MYTH #1: PALMER WAS BORN WITH A SILVER SPOON IN HIS MOUTH

NOT TRUEWilliam Jackson Palmer’s parents were Jonathan and Matilda Palmer. Jonathan married Matilda Jackson in 1833. The couple raised their four children in Philadelphia where Jonathan was employed variously as a teach-er, tailor, clerk, and tea trader. Jonathan went bankrupt and struggled to support his family. As a result, William assumed the role of breadwinner as a teenager. At twenty-three years old, William helped his parents pur-chase a home in April, 1860, by paying half the mortgage.

MYTH #2: EVERYONE KNOWS QUAKERS DON’T JOIN THE MILITARY!

IT DEPENDS Quakers believe that everyone is equal in the eyes of God, and generally object to military service in their opposition to harming or killing others. Historically, many Quakers have been conscientious objectors in times of war, practicing a commitment to nonviolence. However, the decision is left up to the individual. Quakers Wil-liam Jackson Palmer, Henry McAllister, Charles Lamborn and many others followed their conscience and served in the Fifteenth Pennsylvania Cavalry during the Civil War.

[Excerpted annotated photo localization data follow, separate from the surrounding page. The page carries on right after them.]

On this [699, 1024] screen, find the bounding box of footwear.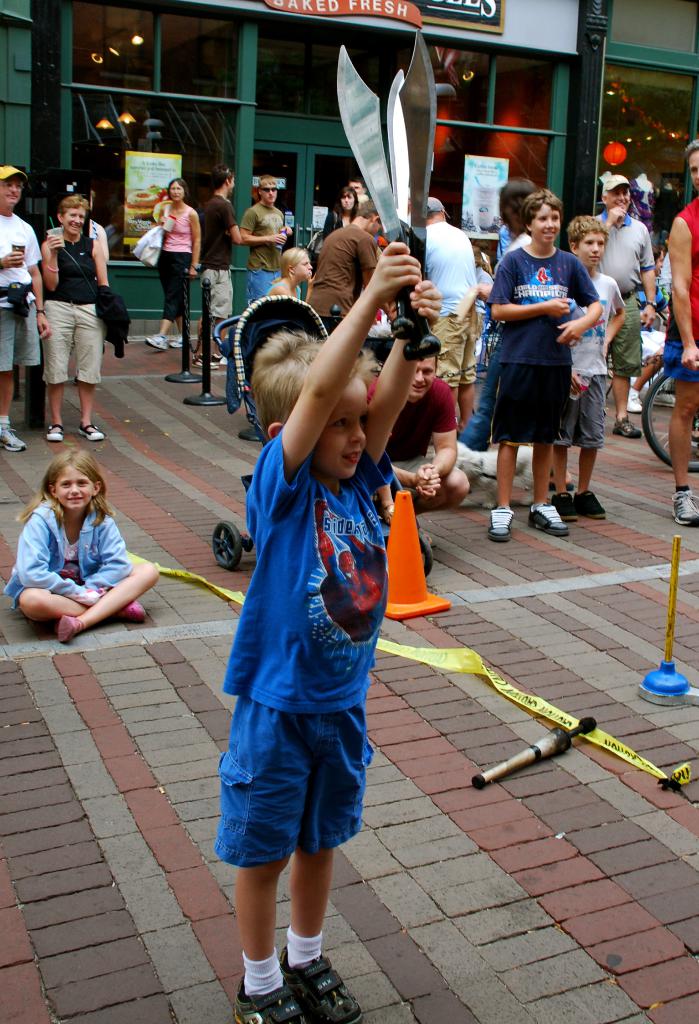
Bounding box: x1=486 y1=504 x2=513 y2=545.
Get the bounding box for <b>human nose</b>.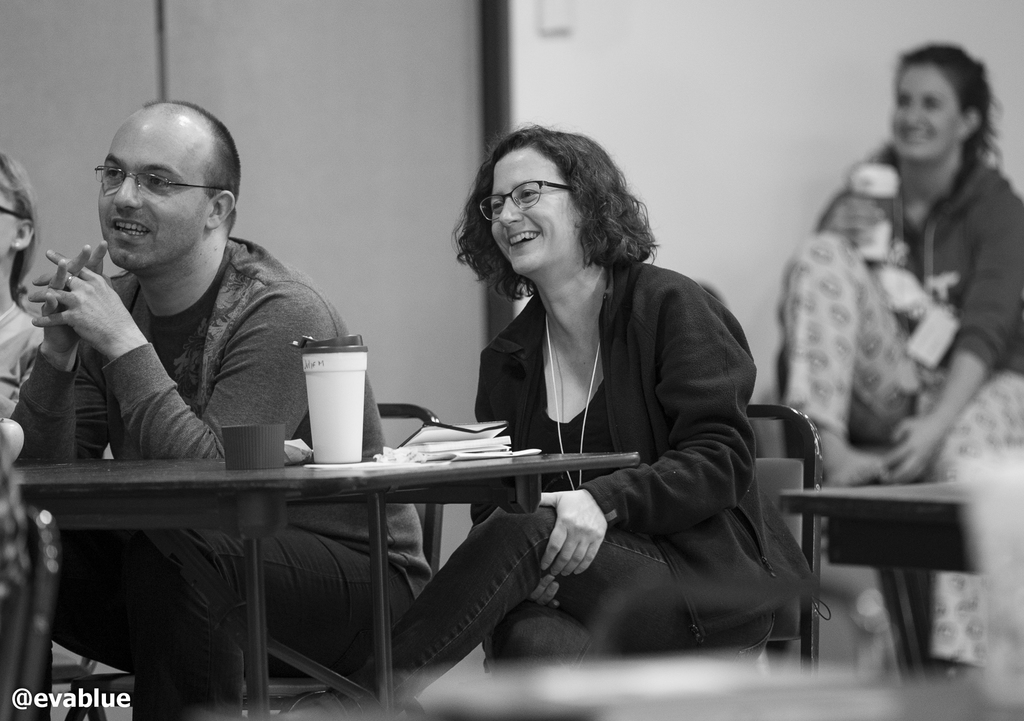
{"left": 904, "top": 99, "right": 925, "bottom": 120}.
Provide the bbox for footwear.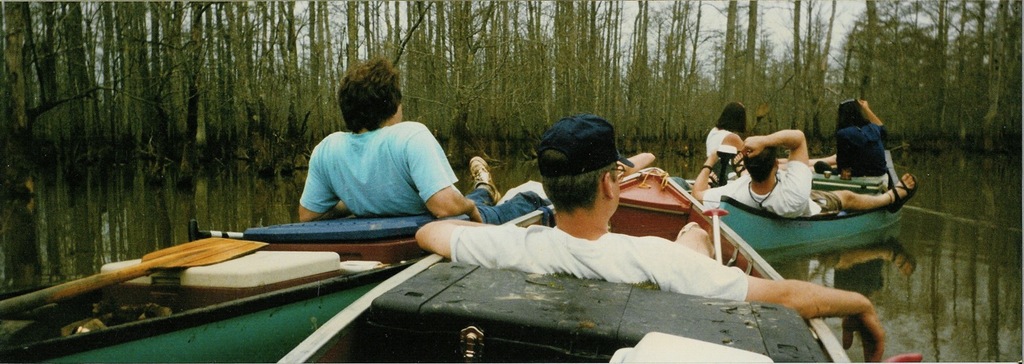
Rect(674, 218, 694, 241).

MYTH #3: PALMER WAS A CAPITALIST, NOT A CONSERVATIONIST

NOT TRUE Palmer was both a capitalist and a conservationist. He donated over 2,000 acres of parkland, directed thou-sands of trees be planted, and encouraged cultivation of local flowers, shrubs, and gardens. Palmer and Dr. Bell donated 10,000 acres at Manitou Park to establish the state’s first school of forestry. Among many other gifts to the city, Monument Valley Park was constructed on a former trash dump and featured an arboretum of native tree and plant species.